Six reasons to reject minimum alcohol pricing

The government will announce today the launch of its public consultation into minimum pricing. These consultations tend to be something of a charade—the Home Office has already said “We will introduce a minimum unit price for alcohol”—but in case you should wish to respond, here is a non-exhaustive list of reasons why minimum pricing is a terrible idea.

It is regressive

All indirect taxation is regressive, but minimum pricing is carefully calibrated to be as regressive as possible by targeting drinks that are disproportionately consumed by people on low incomes. Doctors on six figure salaries can rest assured that the champagne at the British Medical Association Christmas dinner will not be affected and the House of Commons bar will continue to be subsidised. Cheers!

Evidence is non-existent

As we reported on Monday, the excitable predictions about how many lives will be ‘saved’ by minimum pricing are based on a single computer model which uses dubious methods and false assumptions to come to a preordained conclusion. The truth is that nobody has any idea whether the policy will reduce alcohol-related harm. The only certainty is the majority of ordinary people will be out of pocket.

It’s just the start

Even minimum pricing’s most optimistic proponents admit that ratcheting up the price of drink is not a ‘silver bullet’.  What they mean is that minimum pricing will merely be the start of a sustained temperance campaign in the mould of the anti-smoking crusade. If the medical lobby is allowed to get its hands on one of the key levers of competition (price), we can expect endless demands for the minimum unit price to move upwards. David Cameron has proposed a 40p unit price but the British Medical Association are already demanding 50p. Others want it to be 60p. Whether alcohol consumption goes up or down, you can be sure that the ‘next logical step’ will be to have a minimum price escalator. Think of the children!

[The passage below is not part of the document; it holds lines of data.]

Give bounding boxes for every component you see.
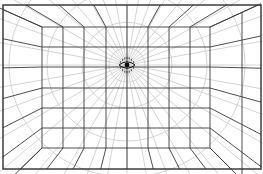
perspective-diagram [0,0,263,174]
floor-line [169,148,180,169]
radial-guide-line [127,65,263,174]
right-wall-line [210,108,261,134]
left-wall-line [3,148,42,174]
right-wall-line [210,88,261,102]
radial-guide-line [0,65,127,121]
ceiling-line [26,5,63,27]
radial-guide-line [127,65,263,174]
radial-guide-line [127,65,263,121]
room-grid [0,4,261,174]
radial-guide-line [127,65,263,174]
radial-guide-line [0,9,127,65]
floor-line [101,148,106,169]
ceiling-line [169,5,193,27]
perspective-drawing [0,0,263,174]
radial-guide-line [127,9,263,65]
radial-guide-line [0,0,127,65]
eye-pupil [125,63,130,68]
floor-line [73,148,84,169]
right-wall-line [210,36,261,47]
right-wall-line [210,67,261,68]
floor-line [148,148,153,169]
left-wall-line [3,39,42,47]
ceiling-line [94,5,106,27]
right-wall-line [210,128,261,167]
ceiling-line [148,5,160,27]
ceiling-line [59,5,84,27]
left-wall-line [3,88,42,99]
ceiling-line [190,5,226,27]
radial-guide-line [127,65,263,174]
radial-guide-line [127,65,263,174]
right-wall-line [210,4,261,27]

And why not? The same dodgy evidence can always be used to justify higher prices. The Sheffield computer model predicts that a 40p unit price will reduce the number of alcohol-related deaths by 10 per cent. At 70p, it claims the number of alcohol-related deaths will fall by more than 60 per cent! The model doesn’t go beyond 70p, alas, but presumably once it gets to 90p all alcohol harm is abolished and at 95p the dead begin to rise from the grave. What are we waiting for?

The moral panic is bogus

Since 2004, Britain has seen the sharpest and most sustained decline in alcohol consumption since the Second World War. The statistics are striking—less than half of 16-24 year olds have had even one drink each week; the proportion of young men who ‘binge-drink’ has fallen by more than 50 per cent; overall alcohol consumption is only slightly higher than it was in 1980. These facts are rather inconvenient for nanny-staters and so they have ignored them and pressed on with a narrative of ‘booze Britain’ that makes for better headlines. Trebles all round!

It is illegal

It’s rare to find the words ‘good news’ and ‘European Union’ in the same sentence, but the good news is that minimum pricing is illegal under European Union law. Previous attempts to limit the free market in this way have been rejected by the European Courts, such as in this judgement from 1978. Referring specifically to proposals to introduce minimum pricing in the UK, the European Commission has said that they “have a problem with the compatibility of the minimum pricing plans under Community law” and that it “causes problems with the compatibility with the EU Treaty”. Several wine-growing countries have already complained that minimum pricing is anti-competitive and, although David Cameron has vowed to fight the European Commission for his right to pick our pockets, if the EU does not stand for free trade between member states it stands for nothing at all.

It won’t help pubs

Winston Churchill said that "an appeaser is one who feeds the crocodile hoping it will eat him last." A few of the pub chains have formed an unlikely, unseemly and unholy alliance with the forces of temperance in the hope that higher off trade prices will drag in some of the punters that the smoking ban drove out. This is a desperate gambit. Minimum pricing will not make beer any cheaper in pubs. It will merely make everybody a little bit poorer so they have less money to spend in pubs. On this occasion, Wetherspoons’ boss Tim Martin has called it right, saying that minimum pricing is “utter bollocks, basically.